Quantum Brain
← Back to papers

Error-mitigated simulation of quantum many-body scars on quantum computers with pulse-level control

I. Chen, Ben Burdick, Yongxin Yao, P. Orth, T. Iadecola·March 15, 2022·DOI: 10.1103/PhysRevResearch.4.043027
Physics

AI Breakdown

Get a structured breakdown of this paper — what it's about, the core idea, and key takeaways for the field.

Abstract

Quantum many-body scars are an intriguing dynamical regime in which quantum systems exhibit coherent dynamics and long-range correlations when prepared in certain initial states. We use this combination of coherence and many-body correlations to benchmark the performance of present-day quantum computing devices by using them to simulate the dynamics of an antiferromagnetic initial state in mixed-field Ising chains of up to 19 sites. In addition to calculating the dynamics of local observables, we also calculate the Loschmidt echo and a nontrivial connected correlation function that witnesses long-range many-body correlations in the scarred dynamics. We find coherent dynamics to persist over up to 40 Trotter steps even in the presence of various sources of error. To obtain these results, we leverage a variety of error mitigation techniques including noise tailoring, zero-noise extrapolation, dynamical decoupling, and physically motivated postselection of measurement results. Crucially, we also find that using pulse-level control to implement the Ising interaction yields a substantial improvement over the standard CNOT-based compilation of this interaction. Our results demonstrate the power of error mitigation techniques and pulse-level control to probe many-body coherence and correlation effects on present-day quantum hardware.

Related Research

Quantum Intelligence

Ask about quantum research, companies, or market developments.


**Work instructions**
From the top of the entries, reproduce each line exactly, stopping after the line that contains "Image is 453x397 pixels.". Omit pictures.

**Data extracts**

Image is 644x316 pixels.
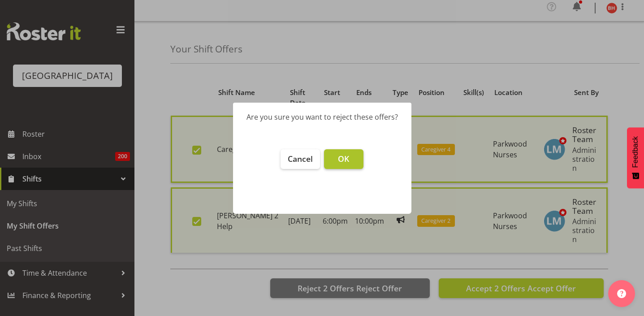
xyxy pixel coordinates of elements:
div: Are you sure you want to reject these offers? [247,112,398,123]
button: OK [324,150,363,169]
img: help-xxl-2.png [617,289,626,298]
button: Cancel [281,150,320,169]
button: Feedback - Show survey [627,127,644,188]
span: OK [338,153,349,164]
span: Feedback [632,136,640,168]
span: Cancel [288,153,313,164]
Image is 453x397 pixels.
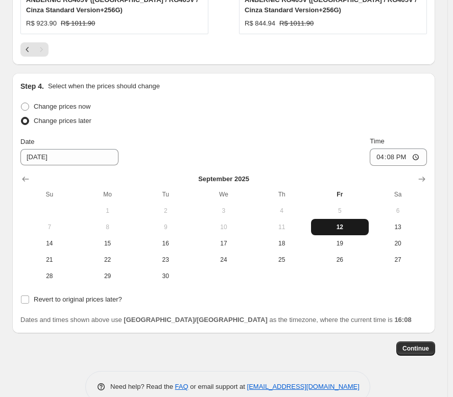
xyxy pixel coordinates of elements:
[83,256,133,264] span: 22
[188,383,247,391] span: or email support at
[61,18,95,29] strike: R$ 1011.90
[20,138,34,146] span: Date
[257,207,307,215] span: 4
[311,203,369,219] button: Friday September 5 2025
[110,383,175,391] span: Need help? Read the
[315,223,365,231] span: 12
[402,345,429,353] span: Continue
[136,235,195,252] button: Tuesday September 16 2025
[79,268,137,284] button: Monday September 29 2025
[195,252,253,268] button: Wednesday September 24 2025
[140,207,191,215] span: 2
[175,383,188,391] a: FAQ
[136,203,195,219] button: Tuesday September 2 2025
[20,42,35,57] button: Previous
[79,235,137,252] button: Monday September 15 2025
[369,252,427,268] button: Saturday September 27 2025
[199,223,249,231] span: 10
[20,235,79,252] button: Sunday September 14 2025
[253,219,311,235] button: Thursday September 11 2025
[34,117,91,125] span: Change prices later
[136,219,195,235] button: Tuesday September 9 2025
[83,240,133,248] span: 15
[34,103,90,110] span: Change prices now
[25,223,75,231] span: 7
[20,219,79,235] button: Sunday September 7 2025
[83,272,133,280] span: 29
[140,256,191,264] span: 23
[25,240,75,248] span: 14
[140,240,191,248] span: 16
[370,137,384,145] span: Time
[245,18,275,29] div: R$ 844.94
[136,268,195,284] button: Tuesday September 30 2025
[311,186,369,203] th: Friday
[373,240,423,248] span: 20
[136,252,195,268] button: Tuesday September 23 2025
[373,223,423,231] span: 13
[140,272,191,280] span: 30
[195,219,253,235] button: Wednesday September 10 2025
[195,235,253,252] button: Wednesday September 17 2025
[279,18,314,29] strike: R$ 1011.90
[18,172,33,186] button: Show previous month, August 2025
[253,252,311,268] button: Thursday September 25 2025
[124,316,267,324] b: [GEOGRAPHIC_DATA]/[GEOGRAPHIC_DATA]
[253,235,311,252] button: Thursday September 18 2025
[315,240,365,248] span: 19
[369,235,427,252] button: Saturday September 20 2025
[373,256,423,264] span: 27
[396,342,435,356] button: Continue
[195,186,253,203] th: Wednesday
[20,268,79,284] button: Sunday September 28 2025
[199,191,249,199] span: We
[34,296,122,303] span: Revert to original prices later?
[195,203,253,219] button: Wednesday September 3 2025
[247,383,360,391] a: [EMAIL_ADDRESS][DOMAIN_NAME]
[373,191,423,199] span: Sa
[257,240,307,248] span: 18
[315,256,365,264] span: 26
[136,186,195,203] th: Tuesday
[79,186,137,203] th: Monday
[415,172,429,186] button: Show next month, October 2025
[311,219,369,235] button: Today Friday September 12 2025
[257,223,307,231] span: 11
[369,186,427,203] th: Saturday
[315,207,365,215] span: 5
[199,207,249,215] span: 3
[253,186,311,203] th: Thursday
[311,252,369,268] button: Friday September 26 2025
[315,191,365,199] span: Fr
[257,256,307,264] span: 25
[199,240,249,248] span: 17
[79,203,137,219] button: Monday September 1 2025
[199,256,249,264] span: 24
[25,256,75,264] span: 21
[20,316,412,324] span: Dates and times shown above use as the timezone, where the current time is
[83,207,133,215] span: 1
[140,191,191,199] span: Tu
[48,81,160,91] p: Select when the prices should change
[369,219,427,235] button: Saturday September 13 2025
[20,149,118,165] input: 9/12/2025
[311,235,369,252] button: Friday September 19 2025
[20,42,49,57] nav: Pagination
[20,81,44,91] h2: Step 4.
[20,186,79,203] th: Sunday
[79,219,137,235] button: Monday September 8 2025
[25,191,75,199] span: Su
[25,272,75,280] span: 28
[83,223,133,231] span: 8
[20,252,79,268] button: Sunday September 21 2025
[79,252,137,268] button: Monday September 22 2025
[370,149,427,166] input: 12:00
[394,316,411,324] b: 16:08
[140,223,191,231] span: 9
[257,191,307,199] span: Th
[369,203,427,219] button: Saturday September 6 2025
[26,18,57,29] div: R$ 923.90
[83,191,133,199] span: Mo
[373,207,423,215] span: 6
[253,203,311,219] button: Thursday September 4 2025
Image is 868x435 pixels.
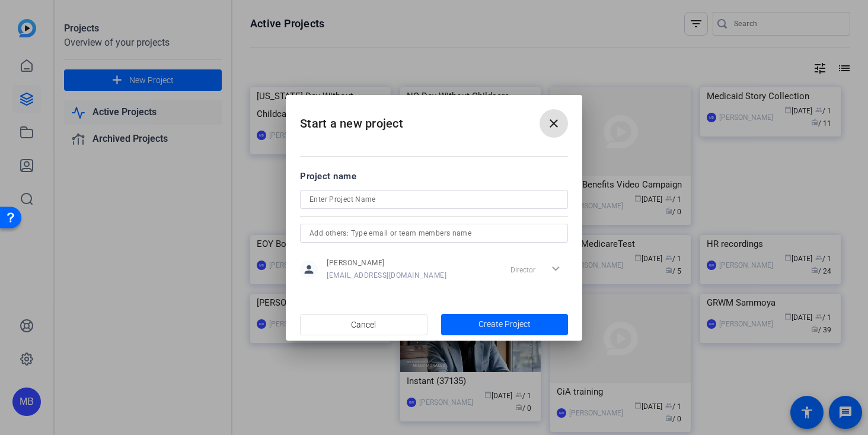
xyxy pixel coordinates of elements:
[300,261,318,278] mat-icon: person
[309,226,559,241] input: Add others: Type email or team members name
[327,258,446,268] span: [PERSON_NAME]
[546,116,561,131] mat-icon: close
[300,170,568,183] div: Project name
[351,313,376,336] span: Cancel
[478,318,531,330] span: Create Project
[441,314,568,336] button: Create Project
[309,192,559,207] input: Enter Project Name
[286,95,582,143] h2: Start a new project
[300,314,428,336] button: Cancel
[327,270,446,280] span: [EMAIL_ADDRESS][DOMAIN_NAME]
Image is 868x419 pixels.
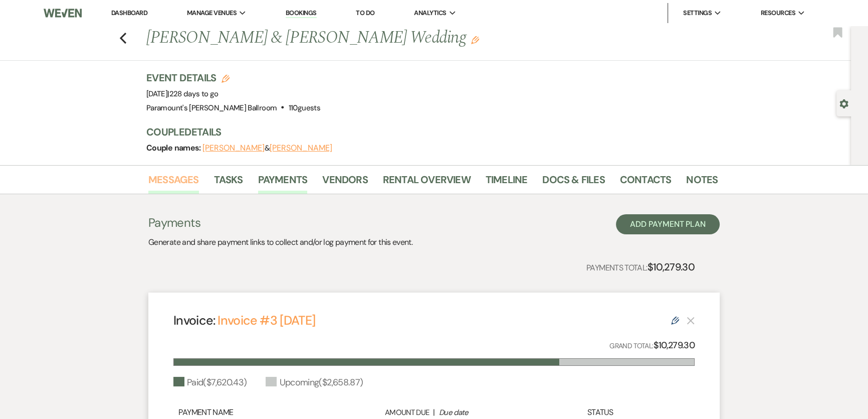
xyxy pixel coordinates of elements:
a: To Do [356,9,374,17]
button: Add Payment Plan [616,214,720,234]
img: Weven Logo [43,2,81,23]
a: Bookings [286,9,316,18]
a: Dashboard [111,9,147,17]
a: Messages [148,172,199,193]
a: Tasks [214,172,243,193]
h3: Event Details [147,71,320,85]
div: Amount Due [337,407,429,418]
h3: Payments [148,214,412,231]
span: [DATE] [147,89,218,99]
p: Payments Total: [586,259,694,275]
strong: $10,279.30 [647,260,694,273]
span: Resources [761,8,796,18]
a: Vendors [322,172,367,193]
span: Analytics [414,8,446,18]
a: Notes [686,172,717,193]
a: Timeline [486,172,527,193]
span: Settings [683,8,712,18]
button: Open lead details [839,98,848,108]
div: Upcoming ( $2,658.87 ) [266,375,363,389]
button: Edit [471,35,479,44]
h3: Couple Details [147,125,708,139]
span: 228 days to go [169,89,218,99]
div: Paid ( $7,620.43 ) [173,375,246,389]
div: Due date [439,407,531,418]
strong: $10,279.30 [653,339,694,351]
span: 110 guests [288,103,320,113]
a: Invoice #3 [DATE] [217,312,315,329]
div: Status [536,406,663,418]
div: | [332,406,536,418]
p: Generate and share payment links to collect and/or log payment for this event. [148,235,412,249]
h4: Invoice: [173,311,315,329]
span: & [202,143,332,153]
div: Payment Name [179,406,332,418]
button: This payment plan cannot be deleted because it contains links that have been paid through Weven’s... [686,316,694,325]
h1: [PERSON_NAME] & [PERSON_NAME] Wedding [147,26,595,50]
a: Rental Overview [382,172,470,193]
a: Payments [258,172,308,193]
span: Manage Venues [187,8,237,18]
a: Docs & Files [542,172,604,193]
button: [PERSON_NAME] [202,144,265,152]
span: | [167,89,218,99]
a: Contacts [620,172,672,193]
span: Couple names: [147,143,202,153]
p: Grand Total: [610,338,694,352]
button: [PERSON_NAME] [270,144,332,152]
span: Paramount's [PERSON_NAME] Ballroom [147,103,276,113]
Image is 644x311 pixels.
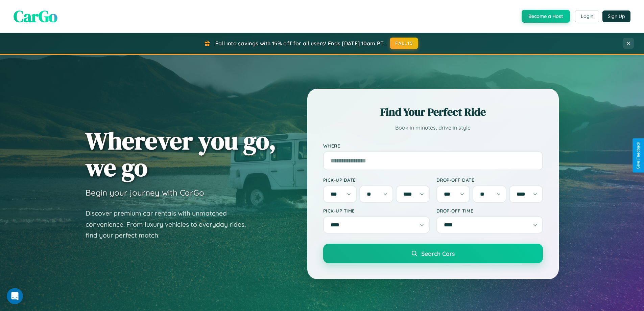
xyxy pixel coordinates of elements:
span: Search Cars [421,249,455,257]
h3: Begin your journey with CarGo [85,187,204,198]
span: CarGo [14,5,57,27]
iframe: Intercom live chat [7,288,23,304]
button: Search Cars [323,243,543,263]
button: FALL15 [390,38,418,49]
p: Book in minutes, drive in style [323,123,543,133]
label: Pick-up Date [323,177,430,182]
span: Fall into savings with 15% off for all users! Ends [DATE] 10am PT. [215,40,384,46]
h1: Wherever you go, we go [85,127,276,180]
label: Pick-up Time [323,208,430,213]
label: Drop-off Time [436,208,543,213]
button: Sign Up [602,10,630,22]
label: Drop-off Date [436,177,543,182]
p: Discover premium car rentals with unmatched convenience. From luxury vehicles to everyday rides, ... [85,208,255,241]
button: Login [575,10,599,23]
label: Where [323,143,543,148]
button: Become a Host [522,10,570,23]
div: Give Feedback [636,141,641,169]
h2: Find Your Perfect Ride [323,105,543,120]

**Task solution**
Image is 644x316 pixels.
xyxy pixel coordinates of elements:
div: Are you sure you want to reject these offers? [247,112,398,123]
button: OK [324,150,363,169]
img: help-xxl-2.png [617,289,626,298]
button: Cancel [281,150,320,169]
button: Feedback - Show survey [627,127,644,188]
span: OK [338,153,349,164]
span: Feedback [632,136,640,168]
span: Cancel [288,153,313,164]
Image is 453x397 pixels.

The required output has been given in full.